I made coffee.For everyone, not just Jamie, though I poured his first.
He looked ill, exhausted, slouched in the office chair next to Caleb. I tossed him a protein bar, too. He scowled at me, but the last thing I needed was him passing out on me. I’d aftercare his ass until he accepted it.
He grumbled his thanks, eyes narrowed as if he were suspicious of me being nice, then tore the wrapper with his teeth and devoured it in record time. I’d never seen anyone eat like that.
Sonya caught my eye, cocked an eyebrow, and I gave her a short nod. She slipped out and returned twenty minutes later with a paper bag from the café down the block. Breakfast sandwiches were greasy,hot, and loaded with enough calories to keep Jamie upright.
He didn’t say much, but I caught how his shoulders relaxed a little as he bit into one.
From the corner, I heard him mutter into his phone. “Hey, it’s me. I need a day.” His tone was too formal for Rio. That meant Enzo, maybe Logan. Possibly Robbie, though everyone treated him with the kind of caution usually reserved for explosives.
With good reason.
Robbie had cracked this whole thing open. Half the intel on the wall behind me came from the chaos in that man’s head. We had names, lines, arrows, photographs, account details, human movements—Mitchell’s picture marked with a thick black cross, judged and sentenced already—and above him, two names: Kessler and Lassiter.
Lassiter was dirty. We knew that now. The man had his fingers in too many pies, while pretending to care about justice and law. But Kessler? That was murkier.
To all appearances, Kessler, a billionaire businessman, was clean—no aliases, no shell companies, no obvious leverage points. But Mitchell had named him. And Robbie, when we asked, described a man who fit Kessler to a T, in terms ofheight and the smug way he smiled as if he knew he’d never get caught.
Still, Robbie hadn’t given us anything solid on Kessler.
And then there was Emmerson Dran, regional director of the FBI, who’d been on the payroll at fifty thousand a month, and had somehow kept it hidden. Not to mention his brother Samuel, whom we had data on proving he washed dirty money.
It was like watching mold on a wall, and every one of the past seven days since we’d taken the intel from Robbie and Mitchell’s computer, the network had grown. Every new name pointed us back to the same central sources: Lassiter and Kessler. Everything that hurt stemmed from them. Everything broken could be traced to a decision Lassiter had made, a deal he’d backed, a name he’d erased in court.
We were on the verge of shutting Lassiter down for good. We had enough to burn him in court and ruin him in public.
But Kessler was trickier. He was the kind of man who didn’t need blood on his hands to be the one pulling the strings. Clean. Silent. Dangerous. Too fucking rich to get caught.
I hated not knowing what his game was.
“What are we doing with Lassiter?” Caleb asked on my side.
“What did the club laptop and the memory sticks show?”
I’d been in court the last few days, and I was missing a lot of what they’d discovered, only seeing the headlines and not the meat of it all. Also, there was the small matter of Jamie turning up at my place every evening, and things had slipped. I couldn’t keep this up when people out there needed to be destroyed.
“Evidence that the club’s owner was paying Lassiter, no links to Kessler.”
Fucking Kessler.
“Okay, here’s what we’re doing,” I turned to face the room. Sonya stopped typing, Caleb watched me, but Jamie stared at his lap, and at the remains of the sandwich sitting there. Okay, so he might not have eyes on me, but he was listening. “The only way to crack Kessler is to get intel from Lassiter. So I call him, and we meet.”
Jamie’s chin lifted. Was he worried about that? Or pissed I’d be in the company of someone he wanted to erase? What did I care?
“I’ll tell him we found what he was looking for, in that concerned I’m-working-for-you way, and we see what shakes out.”
“I don’t like that,” Caleb muttered.
Sonya nodded in agreement, and Jamie said nothing. With eyes on him, I called Lassiter, and he answered on the third ring.
“McKendrick?”
“I have some information for you. We need to talk.”
“Talk,” he repeated.
“Just talk. You’re paying me not to judge what my team found.”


◆ Work to be completed ◆
Please write out all the data that follows exactly, without the pictures.

◆ Information supplied ◆
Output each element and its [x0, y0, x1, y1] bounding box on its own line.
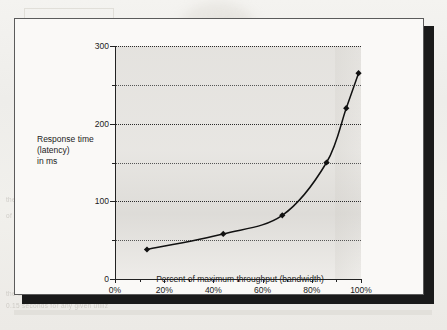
y-axis-title-line-2: (latency)	[37, 145, 94, 156]
y-axis-title-line-3: in ms	[37, 156, 94, 167]
x-axis-tick-label: 40%	[193, 285, 233, 295]
data-point-marker	[343, 105, 349, 111]
bleed-through-bar	[14, 310, 432, 315]
y-axis-tick-label: 0	[67, 274, 109, 284]
y-axis-tick-label: 200	[67, 119, 109, 129]
y-axis-title: Response time (latency) in ms	[37, 134, 94, 167]
data-point-marker	[355, 70, 361, 76]
y-axis-tick-label: 100	[67, 196, 109, 206]
data-point-marker	[144, 246, 150, 252]
y-axis-tick-label: 300	[67, 41, 109, 51]
data-series-line	[115, 44, 365, 280]
x-axis-tick-label: 60%	[243, 285, 283, 295]
plot-area	[115, 46, 361, 279]
x-axis-tick-label: 0%	[95, 285, 135, 295]
figure-frame: Response time (latency) in ms 0100200300…	[14, 18, 424, 295]
x-axis-title: Percent of maximum throughput (bandwidth…	[115, 274, 365, 284]
y-axis-title-line-1: Response time	[37, 134, 94, 145]
x-axis-tick-label: 100%	[341, 285, 381, 295]
data-point-marker	[220, 231, 226, 237]
x-axis-tick-label: 20%	[144, 285, 184, 295]
x-axis-tick-label: 80%	[292, 285, 332, 295]
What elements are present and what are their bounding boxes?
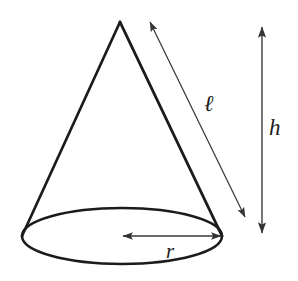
cone-left-slant-edge [22,22,120,236]
cone-figure-svg [0,0,298,281]
slant-height-label: ℓ [204,92,214,115]
radius-label: r [166,241,174,262]
cone-right-slant-edge [120,22,222,236]
cone-diagram: ℓ h r [0,0,298,281]
height-label: h [269,116,281,139]
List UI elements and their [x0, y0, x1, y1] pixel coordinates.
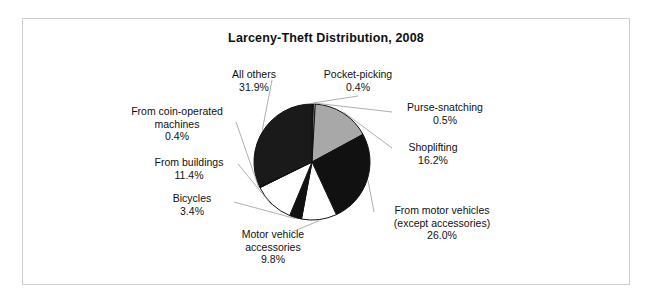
- leader-line: [313, 96, 358, 103]
- pie-label-all-others-line-1: 31.9%: [208, 81, 300, 94]
- pie-label-from-motor-vehicles-line-2: 26.0%: [372, 229, 512, 242]
- pie-label-from-motor-vehicles: From motor vehicles (except accessories)…: [372, 204, 512, 242]
- pie-label-pocket-picking-line-1: 0.4%: [310, 81, 406, 94]
- pie-label-bicycles-line-0: Bicycles: [150, 192, 234, 205]
- pie-label-shoplifting-line-1: 16.2%: [394, 154, 472, 167]
- pie-label-from-coin-operated-machines: From coin-operated machines 0.4%: [112, 105, 242, 143]
- pie-label-pocket-picking: Pocket-picking 0.4%: [310, 68, 406, 93]
- pie-label-shoplifting: Shoplifting 16.2%: [394, 141, 472, 166]
- pie-label-from-buildings-line-0: From buildings: [134, 156, 244, 169]
- pie-label-bicycles: Bicycles 3.4%: [150, 192, 234, 217]
- pie-label-motor-vehicle-accessories-line-1: accessories: [214, 241, 332, 254]
- pie-label-bicycles-line-1: 3.4%: [150, 205, 234, 218]
- pie-label-shoplifting-line-0: Shoplifting: [394, 141, 472, 154]
- pie-label-from-coin-operated-machines-line-2: 0.4%: [112, 130, 242, 143]
- pie-label-from-buildings: From buildings 11.4%: [134, 156, 244, 181]
- pie-chart-screenshot: Larceny-Theft Distribution, 2008 All oth…: [0, 0, 653, 304]
- pie-label-purse-snatching: Purse-snatching 0.5%: [392, 101, 498, 126]
- pie-label-motor-vehicle-accessories-line-0: Motor vehicle: [214, 228, 332, 241]
- pie-slices: [254, 104, 370, 220]
- pie-label-pocket-picking-line-0: Pocket-picking: [310, 68, 406, 81]
- plot-area: All others 31.9% Pocket-picking 0.4% Pur…: [0, 0, 653, 304]
- pie-label-from-coin-operated-machines-line-1: machines: [112, 118, 242, 131]
- pie-label-purse-snatching-line-1: 0.5%: [392, 114, 498, 127]
- pie-label-purse-snatching-line-0: Purse-snatching: [392, 101, 498, 114]
- pie-label-from-buildings-line-1: 11.4%: [134, 169, 244, 182]
- pie-label-from-coin-operated-machines-line-0: From coin-operated: [112, 105, 242, 118]
- pie-label-motor-vehicle-accessories: Motor vehicle accessories 9.8%: [214, 228, 332, 266]
- pie-label-all-others: All others 31.9%: [208, 68, 300, 93]
- pie-label-from-motor-vehicles-line-0: From motor vehicles: [372, 204, 512, 217]
- pie-label-motor-vehicle-accessories-line-2: 9.8%: [214, 253, 332, 266]
- pie-label-from-motor-vehicles-line-1: (except accessories): [372, 217, 512, 230]
- pie-label-all-others-line-0: All others: [208, 68, 300, 81]
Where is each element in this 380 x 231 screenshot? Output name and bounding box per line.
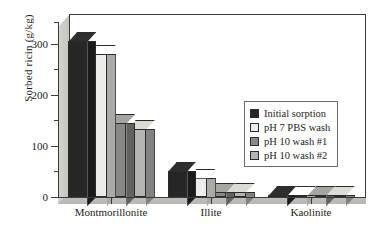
y-tick-label-100: 100 — [32, 141, 49, 152]
bar-side-face — [226, 192, 235, 206]
legend-swatch-icon — [250, 109, 259, 118]
legend-swatch-icon — [250, 123, 259, 132]
bar-front-face — [168, 171, 187, 198]
y-tick-label-0: 0 — [43, 192, 49, 203]
legend-swatch-icon — [250, 151, 259, 160]
legend-swatch-icon — [250, 137, 259, 146]
legend-item-4: pH 10 wash #2 — [250, 148, 330, 162]
legend-item-label: pH 10 wash #1 — [264, 136, 327, 147]
bar-side-face — [126, 123, 135, 206]
bar-side-face — [87, 41, 96, 206]
bar-front-face — [68, 41, 87, 197]
legend-item-1: Initial sorption — [250, 106, 330, 120]
x-tick-illite — [211, 197, 212, 204]
bar-side-face — [187, 171, 196, 207]
legend-item-label: pH 7 PBS wash — [264, 122, 330, 133]
y-tick-200 — [51, 95, 58, 96]
x-tick-montmorillonite — [111, 197, 112, 204]
y-tick-label-300: 300 — [32, 39, 49, 50]
y-tick-minor-350 — [54, 22, 59, 23]
x-axis-label-illite: Illite — [201, 206, 222, 218]
legend-item-label: pH 10 wash #2 — [264, 150, 327, 161]
bar-side-face — [246, 192, 255, 206]
bar-illite-initial-sorption — [168, 171, 187, 198]
x-tick-kaolinite — [311, 197, 312, 204]
y-tick-minor-250 — [54, 69, 59, 70]
x-axis-label-kaolinite: Kaolinite — [291, 206, 332, 218]
chart-legend: Initial sorptionpH 7 PBS washpH 10 wash … — [244, 101, 338, 167]
figure-bar-chart: Sorbed ricin (g/kg) 300 200 100 0 Montmo… — [0, 0, 380, 231]
y-tick-100 — [51, 146, 58, 147]
y-tick-label-200: 200 — [32, 90, 49, 101]
x-axis-label-montmorillonite: Montmorillonite — [75, 206, 148, 218]
legend-item-2: pH 7 PBS wash — [250, 120, 330, 134]
bar-montmorillonite-initial-sorption — [68, 41, 87, 197]
y-tick-minor-150 — [54, 120, 59, 121]
y-tick-minor-50 — [54, 171, 59, 172]
legend-item-label: Initial sorption — [264, 108, 326, 119]
bar-side-face — [107, 54, 116, 206]
legend-item-3: pH 10 wash #1 — [250, 134, 330, 148]
bar-side-face — [146, 129, 155, 206]
y-tick-300 — [51, 44, 58, 45]
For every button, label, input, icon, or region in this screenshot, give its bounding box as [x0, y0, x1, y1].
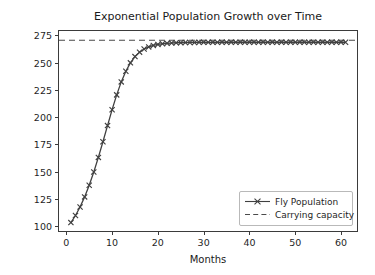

◆ Result of the task ◆
Output each element and its [x0, y0, x1, y1] bounding box on its own line.
y-axis-title-line-2: (latency)	[37, 145, 94, 156]
y-axis-title-line-3: in ms	[37, 156, 94, 167]
x-axis-tick-label: 40%	[193, 285, 233, 295]
data-point-marker	[343, 105, 349, 111]
bleed-through-bar	[14, 310, 432, 315]
y-axis-tick-label: 0	[67, 274, 109, 284]
y-axis-tick-label: 200	[67, 119, 109, 129]
y-axis-title: Response time (latency) in ms	[37, 134, 94, 167]
data-point-marker	[355, 70, 361, 76]
y-axis-tick-label: 100	[67, 196, 109, 206]
data-point-marker	[144, 246, 150, 252]
y-axis-tick-label: 300	[67, 41, 109, 51]
data-series-line	[115, 44, 365, 280]
x-axis-tick-label: 60%	[243, 285, 283, 295]
plot-area	[115, 46, 361, 279]
x-axis-tick-label: 0%	[95, 285, 135, 295]
figure-frame: Response time (latency) in ms 0100200300…	[14, 18, 424, 295]
x-axis-title: Percent of maximum throughput (bandwidth…	[115, 274, 365, 284]
y-axis-title-line-1: Response time	[37, 134, 94, 145]
x-axis-tick-label: 100%	[341, 285, 381, 295]
data-point-marker	[220, 231, 226, 237]
x-axis-tick-label: 20%	[144, 285, 184, 295]
x-axis-tick-label: 80%	[292, 285, 332, 295]
What elements are present and what are their bounding boxes?
cone-left-slant-edge [22,22,120,236]
cone-figure-svg [0,0,298,281]
slant-height-label: ℓ [204,92,214,115]
radius-label: r [166,241,174,262]
cone-right-slant-edge [120,22,222,236]
cone-diagram: ℓ h r [0,0,298,281]
height-label: h [269,116,281,139]
List UI elements and their [x0, y0, x1, y1] pixel coordinates.
- leader-line: [313, 96, 358, 103]
- pie-label-all-others-line-1: 31.9%: [208, 81, 300, 94]
- pie-label-from-motor-vehicles-line-2: 26.0%: [372, 229, 512, 242]
- pie-label-from-motor-vehicles: From motor vehicles (except accessories)…: [372, 204, 512, 242]
- pie-label-pocket-picking-line-1: 0.4%: [310, 81, 406, 94]
- pie-label-bicycles-line-0: Bicycles: [150, 192, 234, 205]
- pie-label-shoplifting-line-1: 16.2%: [394, 154, 472, 167]
- pie-label-from-coin-operated-machines: From coin-operated machines 0.4%: [112, 105, 242, 143]
- pie-label-pocket-picking: Pocket-picking 0.4%: [310, 68, 406, 93]
- pie-label-shoplifting: Shoplifting 16.2%: [394, 141, 472, 166]
- pie-label-from-buildings-line-0: From buildings: [134, 156, 244, 169]
- pie-label-bicycles: Bicycles 3.4%: [150, 192, 234, 217]
- pie-label-motor-vehicle-accessories-line-1: accessories: [214, 241, 332, 254]
- pie-label-bicycles-line-1: 3.4%: [150, 205, 234, 218]
- pie-label-shoplifting-line-0: Shoplifting: [394, 141, 472, 154]
- pie-label-from-coin-operated-machines-line-2: 0.4%: [112, 130, 242, 143]
- pie-label-from-buildings: From buildings 11.4%: [134, 156, 244, 181]
- pie-chart-screenshot: Larceny-Theft Distribution, 2008 All oth…: [0, 0, 653, 304]
- pie-label-purse-snatching: Purse-snatching 0.5%: [392, 101, 498, 126]
- pie-label-motor-vehicle-accessories-line-0: Motor vehicle: [214, 228, 332, 241]
- pie-slices: [254, 104, 370, 220]
- pie-label-pocket-picking-line-0: Pocket-picking: [310, 68, 406, 81]
- plot-area: All others 31.9% Pocket-picking 0.4% Pur…: [0, 0, 653, 304]
- pie-label-from-coin-operated-machines-line-1: machines: [112, 118, 242, 131]
- pie-label-purse-snatching-line-1: 0.5%: [392, 114, 498, 127]
- pie-label-purse-snatching-line-0: Purse-snatching: [392, 101, 498, 114]
- pie-label-from-buildings-line-1: 11.4%: [134, 169, 244, 182]
- pie-label-from-coin-operated-machines-line-0: From coin-operated: [112, 105, 242, 118]
- pie-label-motor-vehicle-accessories: Motor vehicle accessories 9.8%: [214, 228, 332, 266]
- pie-label-all-others: All others 31.9%: [208, 68, 300, 93]
- pie-label-from-motor-vehicles-line-0: From motor vehicles: [372, 204, 512, 217]
- pie-label-motor-vehicle-accessories-line-2: 9.8%: [214, 253, 332, 266]
- pie-label-from-motor-vehicles-line-1: (except accessories): [372, 217, 512, 230]
- pie-label-all-others-line-0: All others: [208, 68, 300, 81]
Where is each element in this 380 x 231 screenshot? Output name and bounding box per line.
y-tick-label-100: 100 — [32, 141, 49, 152]
bar-side-face — [226, 192, 235, 206]
legend-swatch-icon — [250, 109, 259, 118]
legend-swatch-icon — [250, 123, 259, 132]
bar-front-face — [168, 171, 187, 198]
y-tick-label-0: 0 — [43, 192, 49, 203]
legend-swatch-icon — [250, 151, 259, 160]
legend-swatch-icon — [250, 137, 259, 146]
legend-item-4: pH 10 wash #2 — [250, 148, 330, 162]
legend-item-label: pH 10 wash #1 — [264, 136, 327, 147]
bar-side-face — [126, 123, 135, 206]
bar-side-face — [87, 41, 96, 206]
bar-front-face — [68, 41, 87, 197]
legend-item-1: Initial sorption — [250, 106, 330, 120]
x-tick-illite — [211, 197, 212, 204]
bar-side-face — [187, 171, 196, 207]
legend-item-label: pH 7 PBS wash — [264, 122, 330, 133]
y-tick-200 — [51, 95, 58, 96]
x-tick-montmorillonite — [111, 197, 112, 204]
y-tick-label-300: 300 — [32, 39, 49, 50]
y-tick-minor-350 — [54, 22, 59, 23]
x-axis-label-illite: Illite — [201, 206, 222, 218]
legend-item-label: pH 10 wash #2 — [264, 150, 327, 161]
bar-side-face — [246, 192, 255, 206]
bar-illite-initial-sorption — [168, 171, 187, 198]
x-tick-kaolinite — [311, 197, 312, 204]
y-tick-minor-250 — [54, 69, 59, 70]
x-axis-label-kaolinite: Kaolinite — [291, 206, 332, 218]
chart-legend: Initial sorptionpH 7 PBS washpH 10 wash … — [244, 101, 338, 167]
figure-bar-chart: Sorbed ricin (g/kg) 300 200 100 0 Montmo… — [0, 0, 380, 231]
y-tick-100 — [51, 146, 58, 147]
y-tick-label-200: 200 — [32, 90, 49, 101]
x-axis-label-montmorillonite: Montmorillonite — [75, 206, 148, 218]
legend-item-2: pH 7 PBS wash — [250, 120, 330, 134]
bar-montmorillonite-initial-sorption — [68, 41, 87, 197]
y-tick-minor-150 — [54, 120, 59, 121]
y-tick-minor-50 — [54, 171, 59, 172]
legend-item-label: Initial sorption — [264, 108, 326, 119]
bar-side-face — [107, 54, 116, 206]
legend-item-3: pH 10 wash #1 — [250, 134, 330, 148]
bar-side-face — [146, 129, 155, 206]
y-tick-300 — [51, 44, 58, 45]
For every button, label, input, icon, or region in this screenshot, give its bounding box as [x0, y0, x1, y1].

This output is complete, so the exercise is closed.